Shadowhunters and Downworlders

In an attempt to bolster his army in the early days of his campaign to acquire the Mortal Instruments, Valentine created a number of Forsaken by using runes on mundanes. He knows that the mundane body cannot handle the runes, that it becomes misshapen and twisted and that the end result is a sort of mindless monster. He knows too that once a person becomes Forsaken, there is no turning him or her back. And Valentine still condemns his army to insanity and eventual death.

Vampires drink blood in order to survive. It may not be the most noble action, but they do it to survive. When Valentine murders Downworlder children, it is with much darker motive: to quench the Mortal Sword in their blood, in order to swing its alignment from angelic to demonic. He kills to strengthen his control over the demon hordes he needs to strike out at the Clave.

All of the things he does are in service of a single endgame: to cleanse and purify the Shadowhunter race and return it to its former glory. Once Valentine summons Raziel, he plans to ask the Angel to remove the angel blood from any Shadowhunters who do not drink from Valentine’s altered cup—which means that the newly human Nephilim, still covered in Marks, would instantly become Forsaken. Such was Valentine’s plan for pruning what he saw as a corrupt government and population: mass murder.





Humanity: The Root of All Evil?


What makes Valentine’s actions even more disturbing is the fact that Valentine is human. He’s not necessarily predisposed to acts of evil the same way demons are. While I say that Valentine is human, that’s not entirely true. He, like all Nephilim (and Clary and Jace more than the rest), has the blood of an angel running through his veins. If anything, that should bolster his humanity. But Valentine’s humanity isn’t, like Simon’s, a counterweight to his darker impulses. It’s the source of them.

What does it mean to be human? The word “humanity” refers to the human race as a collective whole but also to treating people with sympathy and compassion. One of the synonyms for “human”? Humane. All three words have the same root, suggesting that treating others with compassion, in a way that is humane, is a fundamental part of what it means to be human. That because we’re human, we are predisposed to acts of kindness, in the same way that the Mortal Instruments series suggests that a demonic heritage can, and sometimes does, predispose one toward more brutal behaviors.

But being human has a dark side too. When we talk about human nature, it’s almost always cast in a negative light. It’s an admission of our failings. “I’m only human” is what we say when we make a mistake or when we strive for something only to fail. “What can you do? It’s human nature” is what we say when we, or others, don’t live up to our ideals of benevolence. In short, to be human is to wrestle with two related but contrasting ideas: that our nature is inherently compassionate but that we will act without compassion often, and we must accept not only that it has happened before but also that it will happen again.

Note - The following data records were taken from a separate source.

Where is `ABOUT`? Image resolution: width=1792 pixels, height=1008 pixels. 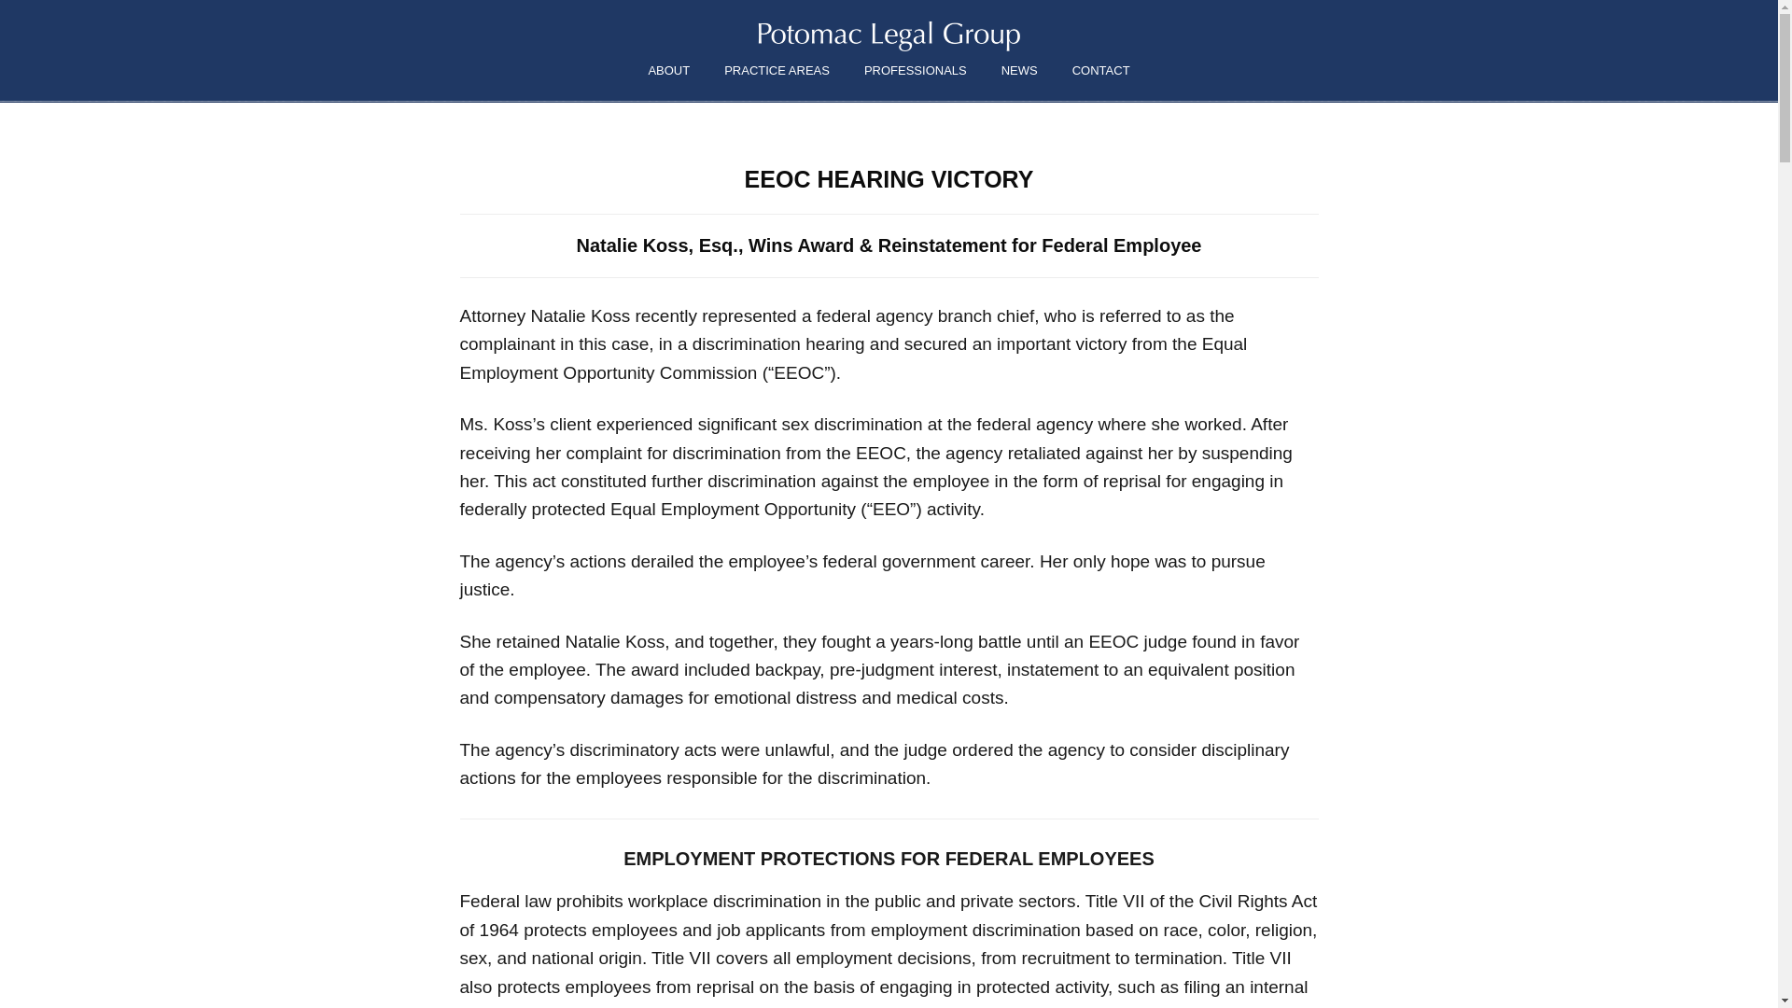
ABOUT is located at coordinates (668, 71). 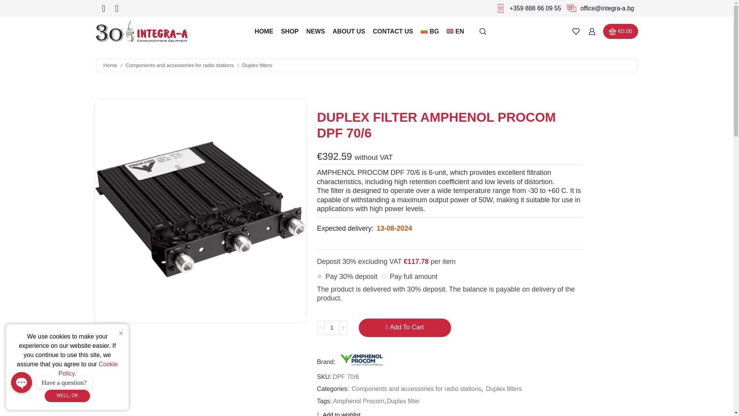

Fundamentally, then, to be human is to know what is good, to be tempted by what is evil, and to choose to strive, over and over again, for the former over the latter. If this sounds like the same struggle Simon experiences in becoming a vampire, that’s not an accident. After all, Downworlders are human too; it’s what makes them different from demons. They are not mindless creatures driven only to destroy. They too can choose. (And who’s to say that the root of Downworlders’ darkness isn’t human in origin, just amplified by demon blood beyond what a normal person experiences?)

Valentine is exceptional only in that, though he like all men is born with a choice between acts of humanity and acts of destruction, he chooses destruction almost every time. He isn’t an animalistic devourer trapped between worlds, hungry only for something it can shatter apart and rend between its jaws. He’s a man, a cultured man. And even though he knows the pain of loss and the dangers of war, he sees violence as having more value than kindness.

What makes Valentine such a great villain, however, is not that he is a cautionary tale about following one’s darker impulses. It’s that he’s familiar.Shades of Valentine echo in every history class, every time we learn about a despot’s rise to power or a cult leader who sacrifices his followers rather than be swayed from his plans, because Valentine’s not trying to destroy the world, bring about the end of days, increase his personal abilities, or take on the powers of a god. He’s trying to change the world.